Truly unique vendor logic. While 90% of the code was shared, a few vendors had genuinely unique requirements - different data transformation pipelines, unusual API behaviors, vendor-specific error codes that needed special handling. We solved this with the abstraction point pattern: defined interfaces where vendor-specific code plugs in, keeping it isolated from the shared engine.

Configuration validation. When configuration drives behavior, bad configuration can break production. We invested in configuration validation - schema checks, test environments per vendor config, and CI gates that verify each vendor's configuration produces expected outputs against test data. A bad config file for vendor #7 must never affect vendors #1 through #6.

Historical debugging. When migrating code from fifteen repositories into one, the Git history gets disrupted. We preserved the original repositories (archived, read-only) as reference, so the team can trace the history of any vendor-specific decision back to its original context.

Team mindset shift. Developers accustomed to "my vendor's repository" had to shift to thinking about shared code that serves many vendors. This meant stricter coding standards, more thorough testing, and a heightened awareness that every change affects all vendors, not just one.

Lessons for Your Own Consolidation

If you're looking at your organization's repository landscape and seeing the same patterns - many repositories with mostly identical code - here's what we'd suggest:

Start with the most uniform service. Pick the service or component with the least variation across instances. Prove the consolidation pattern there, where the risk is lowest.

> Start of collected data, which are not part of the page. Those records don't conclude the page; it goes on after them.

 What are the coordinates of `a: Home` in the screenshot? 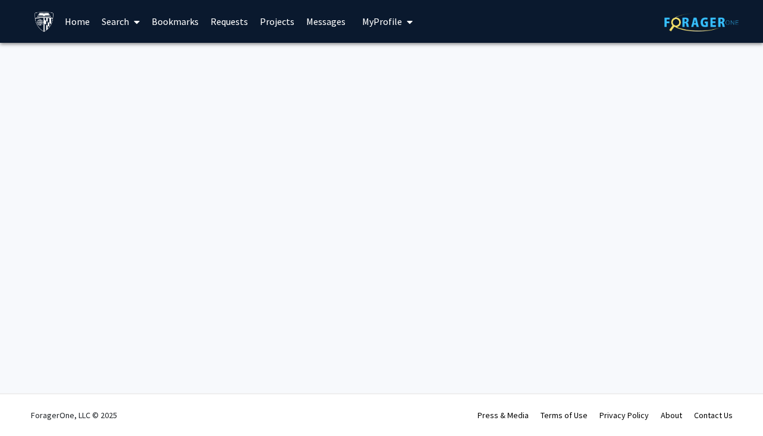 It's located at (77, 21).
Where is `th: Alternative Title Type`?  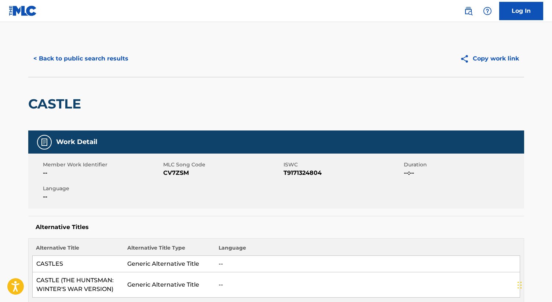
th: Alternative Title Type is located at coordinates (169, 250).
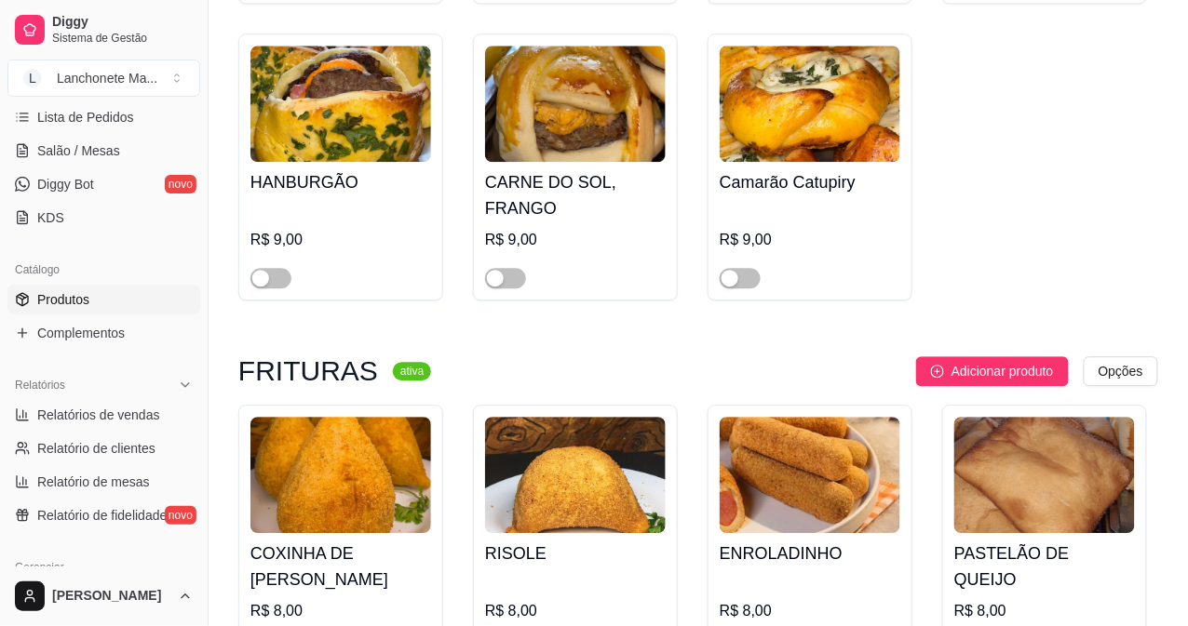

Define what "different" means explicitly. Before migrating, catalog every difference across repositories. Most of what feels like "code differences" is actually "configuration differences." The truly code-level differences are usually smaller than you think.

Invest in configuration validation early. In a monorepo, bad configuration is the new deployment risk. Build validation into your CI pipeline from day one, not as an afterthought.

Don't try to do everything at once. Migrate one service, one vendor at a time. Validate each step. The incremental approach is slower but dramatically safer.

Keep the old repositories accessible. Archive them as read-only references. The institutional knowledge encoded in Git history, PR discussions, and commit messages has value even after the code has moved.

From Fifteen to One

Repository consolidation is a force multiplier. Every improvement you make to the shared codebase - a performance optimization, a security patch, a new feature - automatically applies to all vendors. The compounding effect of maintaining one codebase instead of fifteen is difficult to overstate.

The key insight: what separates vendors is data (endpoints, mappings, credentials), not logic. Once you internalize that, consolidation becomes not just possible but obvious.

If you're managing multiple near-identical codebases and feeling the maintenance pain, [let's talk](https://www.droptica.com/contact/). We've been through the consolidation process and can help you plan and execute a migration that reduces complexity without disrupting operations.

M

Written by

Mautomic Team

The Mautomic team brings together experienced marketing automation specialists, developers, and consultants dedicated to helping businesses succeed with Mautic.